November 25, 2022 - 1:39 PM

Rep. John Barker, an Abilene Republican who spearheaded legislation to the benefit of the sports gambling industry, appears during April 27, 2022, negotiations between the House and Senate. Photo by (Sherman Smith/Kansas Reflector)

TOPEKA — A New York Times investigation into the gambling industry’s bare-knuckled lobbying efforts provides insight into concessions Kansas lawmakers provided when they legalized sports betting earlier this year.

Among the revelations from the report, published Sunday as part of a series on “a relentless nationwide campaign” to expand sports betting: Kansas lawmakers slashed an already generous tax rate from 20% to 10%, and exempted some bets from being taxed at all, before passing the sports gambling package after midnight in the final hours of the legislative session.

The final vote came two days after a lobbying event that promised “something for everyone.” There, the New York Times documented how Rep. John Barker, an Abilene Republican who helped orchestrate the sports gambling package, reveled in 30-year-old Irish whiskey while Sen. Jeff Pittman, a Leavenworth Democrat, secured an extra bag of pricey Honduras cigars. At the party, Pittman called it a “terrible” bill, but he voted in favor it anyway.

After the law took effect in September, Kansans wagered $350 million in the first two months — yielding just $271,000 in tax revenue.

Max Kautsch, president of the Kansas Coalition for Open Government, said the New York Times report “drives home the need for greater transparency in the legislative process.”

“Kansans should be disappointed to learn this holiday season that our leaders in Topeka are more interested in giving unprecedented tax breaks to the gambling industry than in meeting their fiduciary duties to be good stewards of public funds,” Kautsch said.

The sports gambling package exemplifies transparency concerns with the last-minute avalanche of bills the Legislature passes in the closing days of the session, often with unvetted policy provisions inserted under pressure from dark interests.

Kansas Reflector previously reported on this practice, which is designed to avoid public scrutiny.

“Perhaps if Rep. Barker and his allies feared that their constituents would learn about these acts against the public interest in real time,” Kautsch said, “rather than months later as the result of a nationwide investigative report that chose to kick off an article totaling thousands upon thousands of words with an anecdote about whiskey and cigars in the Kansas Statehouse, they would think twice before leaving us with lumps of coal each legislative session.”

Lobbying rules

The flyer for an April 26 lobbying event invited all 165 legislators and special guests to enjoy prime rib, seafood, desserts, wine, craft beer, fine cigars, classic cars, single malt scotch and single barrel bourbon.
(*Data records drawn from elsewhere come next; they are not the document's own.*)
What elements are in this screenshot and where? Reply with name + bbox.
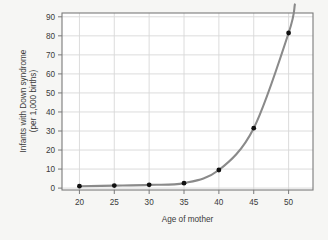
x-tick-label-20: 20	[75, 198, 85, 207]
data-point-age-45	[251, 126, 256, 131]
x-tick-label-25: 25	[110, 198, 120, 207]
data-point-age-35	[182, 181, 187, 186]
data-point-age-25	[112, 183, 117, 188]
y-tick-label-0: 0	[50, 184, 55, 193]
y-tick-label-80: 80	[46, 32, 56, 41]
y-axis-title-line2: (per 1,000 births)	[29, 70, 38, 133]
x-axis-title: Age of mother	[162, 215, 214, 224]
y-tick-label-60: 60	[46, 70, 56, 79]
x-tick-label-40: 40	[214, 198, 224, 207]
data-point-age-50	[286, 31, 291, 36]
chart-figure: 0102030405060708090 20253035404550 Age o…	[0, 0, 328, 240]
data-point-age-20	[77, 184, 82, 189]
y-axis-title-line1: Infants with Down syndrome	[19, 49, 28, 152]
data-point-age-30	[147, 182, 152, 187]
y-tick-label-50: 50	[46, 89, 56, 98]
x-tick-label-45: 45	[249, 198, 259, 207]
plot-area-background	[62, 13, 313, 190]
y-tick-label-70: 70	[46, 51, 56, 60]
x-tick-label-35: 35	[179, 198, 189, 207]
x-tick-label-50: 50	[284, 198, 294, 207]
y-tick-label-90: 90	[46, 13, 56, 22]
y-tick-label-30: 30	[46, 127, 56, 136]
chart-svg: 0102030405060708090 20253035404550 Age o…	[0, 0, 328, 240]
y-tick-label-20: 20	[46, 146, 56, 155]
data-point-age-40	[216, 168, 221, 173]
y-tick-label-10: 10	[46, 165, 56, 174]
y-tick-label-40: 40	[46, 108, 56, 117]
x-tick-label-30: 30	[145, 198, 155, 207]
Twenty-one lobbyists sponsored the event, titled Cigars, Cars and Bars, at M&D Classic Car Storage, a few blocks north of the Statehouse on Kansas Avenue.

A New York Times reporter and photographer found Barker with Redbreast Irish whiskey and a Don Tomas cigar from Honduras.

“They keep a special bottle for me up there — they know I like it,” Barker told the Times. “I’m in my element when I have a whiskey and a cigar.”

John Federico, a powerful lobbyist who cosponsored the gathering, told the Times it was a social event and not a lobbying event.